Privacy Workshop Friday, March 1st in the Library at 10:30AM

Do you have concerns about digital surveillance, the security of your personal data, or who can view your information online? Wondering why virtual advertisements and algorithms follow you around? Worried about how to make secure passwords and not always forgetting them? Confused about social media privacy settings or what information the apps you use might be collecting about you?

Join Prof. Junior Tidal on Friday, March 1st in the library at 10:30AM in the Multimedia Screening and Meeting Space across the hall from the media lab.

Learn more about privacy and take control of your digital identity! In this hand-on workshop, City Tech faculty, students, and staff will learn how to protect themselves against surveillance and unwanted data collection. Specific topics covered will include: password security, social media privacy, browser settings, and alternative search engines.

Fair Use Week 2024: Jumbo Shrimp Special

I love Gothamist, especially their twice-daily roundup of links. Yesterday evening, I was unwinding, reading Gothamist’s evening link roundup, Extra, Extra. It was a long, challenging day that started early with my two-hour copyright workshop series taught by Kyle Courtney, a lawyer and librarian at Harvard University. Kyle is the co-founder of Fair Use Week.

A coincidence or not, Gothamist posted a link related to Fair Use Week. Fair use helps designers get creative but the jersey design below is a triple threat! Read more about this wacky celebration of the public domain for Fair Use Week by Jacksonville’s Triple-A baseball team, the Jumbo Shrimp. Thank you, Gothamist for a chuckle.

Jacksonville Jumbo Shrimp Triple-A baseball team jerseys celebrating the public domain for Fair Use Week

It’s Fair Use Week 2024!

Fair Use Week 2024 runs from Feb. 26 to March 1.
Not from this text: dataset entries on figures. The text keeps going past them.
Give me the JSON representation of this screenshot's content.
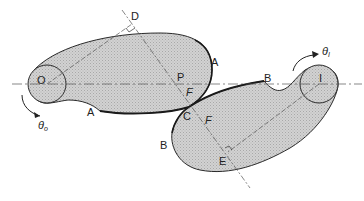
{
  "diagram": {
    "type": "mechanism-contact-diagram",
    "colors": {
      "body_fill": "#c9c9c9",
      "outline": "#2a2a2a",
      "construction_line": "#555555",
      "background": "#ffffff"
    },
    "pivots": [
      {
        "id": "O",
        "label": "O",
        "x": 47,
        "y": 84,
        "r": 19
      },
      {
        "id": "I",
        "label": "I",
        "x": 319,
        "y": 84,
        "r": 19
      }
    ],
    "points": [
      {
        "id": "D",
        "label": "D",
        "x": 132,
        "y": 24
      },
      {
        "id": "P",
        "label": "P",
        "x": 175,
        "y": 84
      },
      {
        "id": "C",
        "label": "C",
        "x": 189,
        "y": 107
      },
      {
        "id": "E",
        "label": "E",
        "x": 228,
        "y": 152
      }
    ],
    "labels": {
      "A_upper": "A",
      "A_lower": "A",
      "B_upper": "B",
      "B_lower": "B",
      "F_upper": "F",
      "F_lower": "F",
      "theta_o": "θ",
      "theta_o_sub": "o",
      "theta_i": "θ",
      "theta_i_sub": "I",
      "O": "O",
      "I": "I",
      "D": "D",
      "P": "P",
      "C": "C",
      "E": "E"
    }
  }
}
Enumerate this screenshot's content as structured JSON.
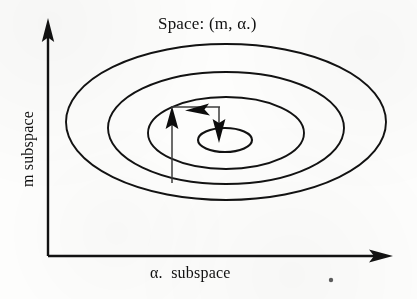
{
  "figure": {
    "title": "Space: (m, α.)",
    "x_axis_label": "α.  subspace",
    "y_axis_label": "m subspace",
    "line_color": "#121212",
    "background_color": "#fdfdfc"
  },
  "chart_data": {
    "type": "line",
    "title": "Space: (m, α.)",
    "xlabel": "α.  subspace",
    "ylabel": "m subspace",
    "grid": false,
    "legend": null,
    "axes": {
      "origin": [
        48,
        256
      ],
      "x_axis_tip": [
        392,
        256
      ],
      "y_axis_tip": [
        48,
        20
      ],
      "arrowheads": [
        "x-axis-right",
        "y-axis-up"
      ]
    },
    "contours": [
      {
        "name": "contour-1-outer",
        "cx": 226,
        "cy": 122,
        "rx": 160,
        "ry": 78
      },
      {
        "name": "contour-2",
        "cx": 226,
        "cy": 128,
        "rx": 118,
        "ry": 56
      },
      {
        "name": "contour-3",
        "cx": 226,
        "cy": 133,
        "rx": 78,
        "ry": 36
      },
      {
        "name": "contour-4-inner",
        "cx": 225,
        "cy": 140,
        "rx": 27,
        "ry": 12
      }
    ],
    "path_arrows": [
      {
        "name": "arrow-up",
        "from": [
          172,
          182
        ],
        "to": [
          172,
          110
        ],
        "direction": "up"
      },
      {
        "name": "arrow-left",
        "from": [
          219,
          108
        ],
        "to": [
          186,
          108
        ],
        "direction": "left"
      },
      {
        "name": "arrow-down",
        "from": [
          219,
          108
        ],
        "to": [
          219,
          140
        ],
        "direction": "down"
      }
    ],
    "artifacts": [
      {
        "name": "scan-speck",
        "cx": 331,
        "cy": 280,
        "r": 2.2
      }
    ]
  }
}
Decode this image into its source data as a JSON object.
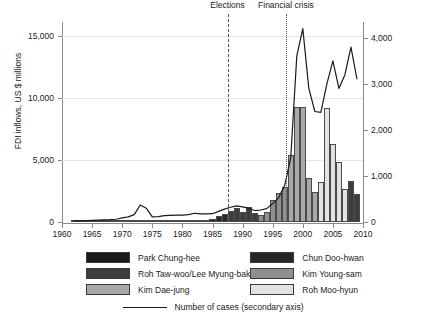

Fair use helps balance the rights of a copyright owner with our right to reuse copyrighted materials to create new works. It is an aspect of copyright law that applies not only to creators and authors but also to faculty and students. Fair use touches everyone! Here are two infographics to introduce you to fair use:

“Fair Use Fundamentals” by Association of Research Libraries is licensed under CC BY 4.0

Turntable & Vinyl Record Workshop – Wednesday February 28th from 1pm-2pm

Did you know that the City Tech library has a collection of vinyl records and portable turntables that you can borrow? On Wednesday, February 28th from 1pm – 2pm in the library’s Multimedia Screening and Meeting Space, come explore our collection and learn about playing vinyl records and borrowing equipment.

We’ll cover use of a turntable and how it works, how to handle vinyl records and turntables, and how to find and borrow vinyl records from the library. There will be hands-on time and an opportunity to explore the library’s collection.     We’re growing our collection of vinyl records through the  #CityTechSoundsGood | #CityTechSuenaBien project.

Your input is welcome! 

This workshop was made in part through a grant from the American Libraries Association.

Can’t make the workshop? Suggest your vinyl request from this link.

Stream Oscar Winners and Nominees through Swank

The library has updated it’s streaming collection through Swank.

The following Academy Award nominees and winners can be streamed to currently enrolled City Tech students:

August: Osage County

Barbie (restricted; contact Prof. Junior Tidal)

Black Panther: Wakanda Forever

Brokeback Mountain

Everything Everywhere All At Once

Oppenheimer

Taxi Driver

The Godfather

There are many other films beyond these that are available for streaming.

For questions & more information, contact Prof. Junior Tidal.